EXERCISE OBJECTIVE:
In the records below, find the line that contains "The width and height of the screenshot is (802, 621)." and the line that contains "Image resolution: width=930". Set down exactly those lines and every line between them, and nothing more.

RECORDS FOR THIS EXERCISE:
---------------
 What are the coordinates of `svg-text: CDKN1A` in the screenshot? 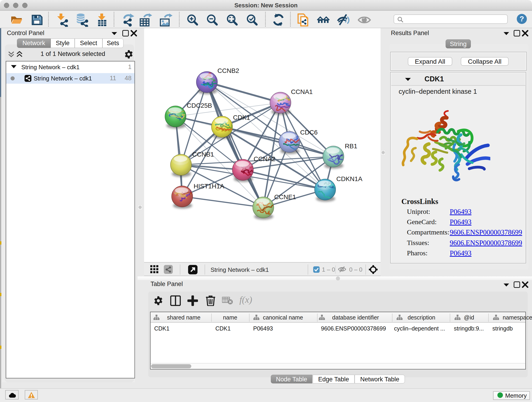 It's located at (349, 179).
---------------
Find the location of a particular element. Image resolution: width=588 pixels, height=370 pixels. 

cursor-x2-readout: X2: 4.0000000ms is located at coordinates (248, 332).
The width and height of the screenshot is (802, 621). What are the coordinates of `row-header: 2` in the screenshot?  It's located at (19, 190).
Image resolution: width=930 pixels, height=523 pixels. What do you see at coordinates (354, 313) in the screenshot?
---------------
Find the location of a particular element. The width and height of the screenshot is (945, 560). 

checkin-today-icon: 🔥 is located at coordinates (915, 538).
---------------
RESULT:
The width and height of the screenshot is (802, 621). What are the coordinates of `row-header: 2` in the screenshot?  It's located at (19, 190).
Image resolution: width=930 pixels, height=523 pixels. What do you see at coordinates (354, 313) in the screenshot?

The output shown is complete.